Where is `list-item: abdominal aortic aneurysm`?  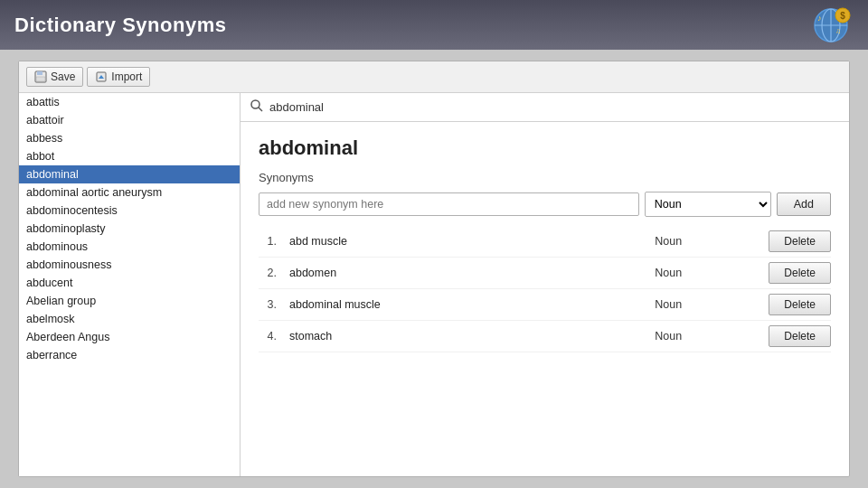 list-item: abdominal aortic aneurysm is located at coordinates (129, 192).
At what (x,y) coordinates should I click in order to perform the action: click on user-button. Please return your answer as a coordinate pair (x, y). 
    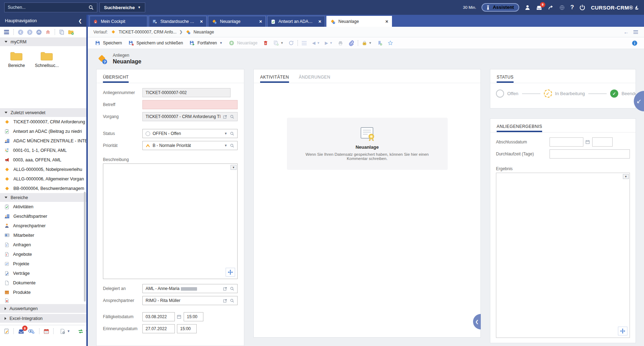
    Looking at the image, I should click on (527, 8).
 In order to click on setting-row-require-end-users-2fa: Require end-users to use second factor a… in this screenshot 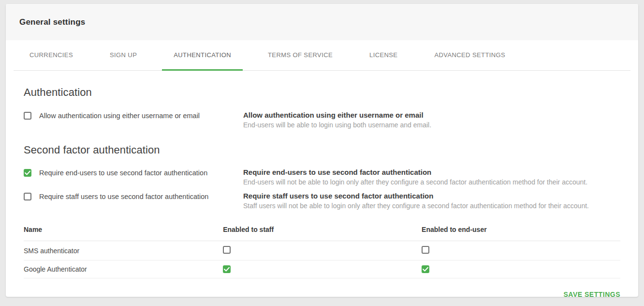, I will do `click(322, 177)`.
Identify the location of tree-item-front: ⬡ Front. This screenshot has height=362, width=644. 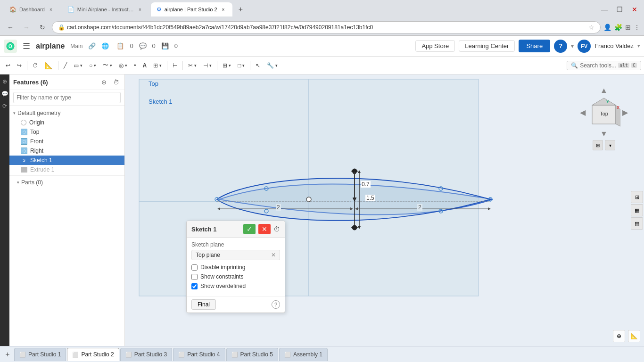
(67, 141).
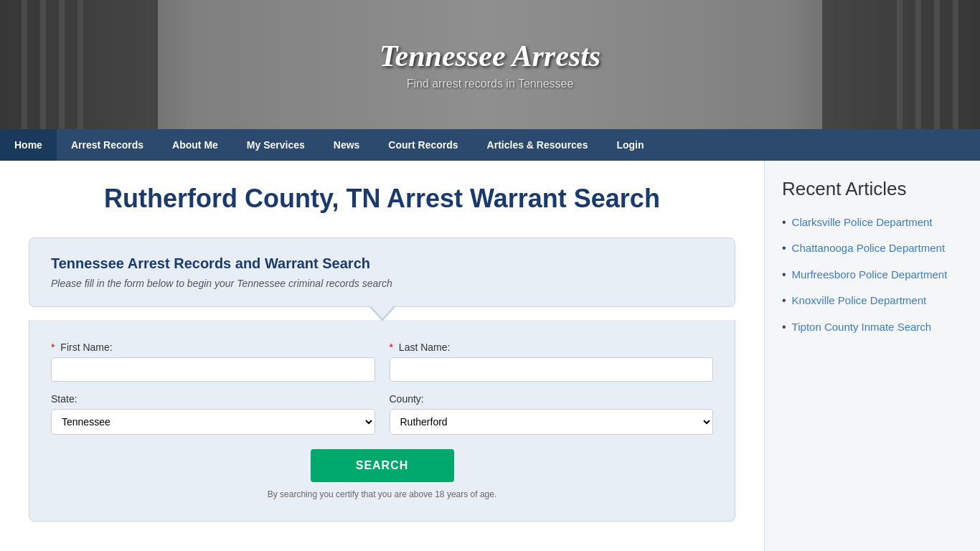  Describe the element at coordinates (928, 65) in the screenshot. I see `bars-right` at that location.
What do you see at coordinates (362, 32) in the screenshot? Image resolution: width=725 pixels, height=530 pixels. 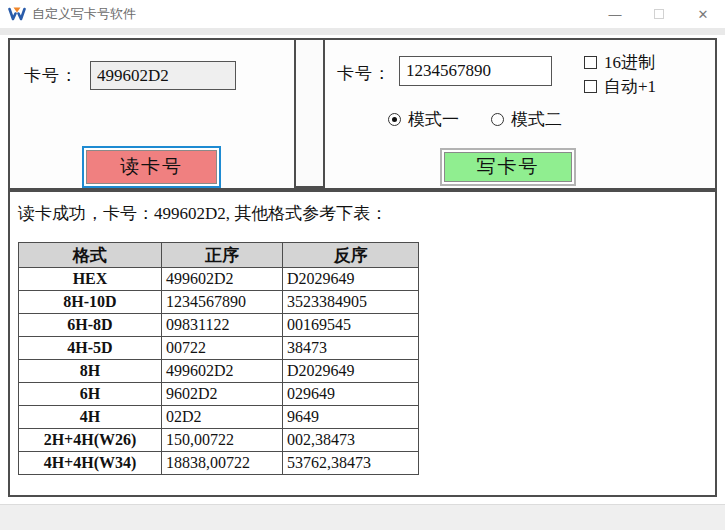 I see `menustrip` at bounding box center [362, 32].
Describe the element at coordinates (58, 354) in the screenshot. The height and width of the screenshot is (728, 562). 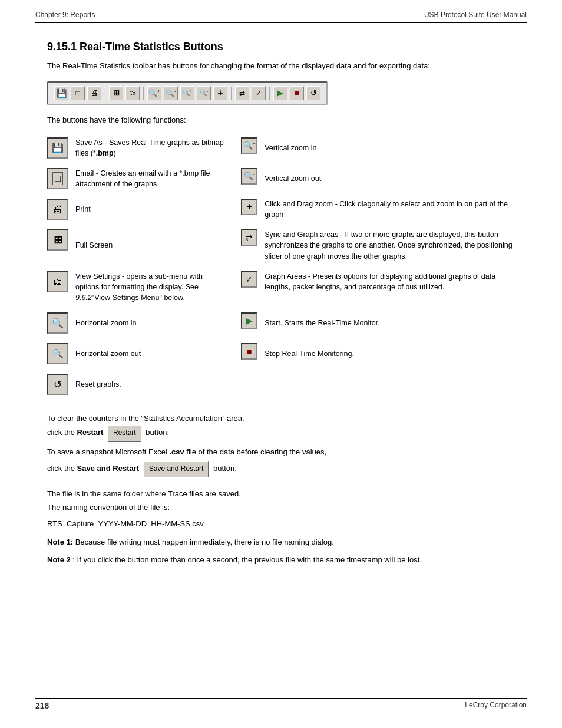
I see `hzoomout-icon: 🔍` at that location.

-=-=-

- **What is needed**: Starting with the line that contains "Describe the element at coordinates (58, 354)", print every line through the end of the data exactly as written; omit all pictures and add nothing else.

- **Answer space**:
Describe the element at coordinates (58, 354) in the screenshot. The height and width of the screenshot is (728, 562). 
I see `hzoomout-icon: 🔍` at that location.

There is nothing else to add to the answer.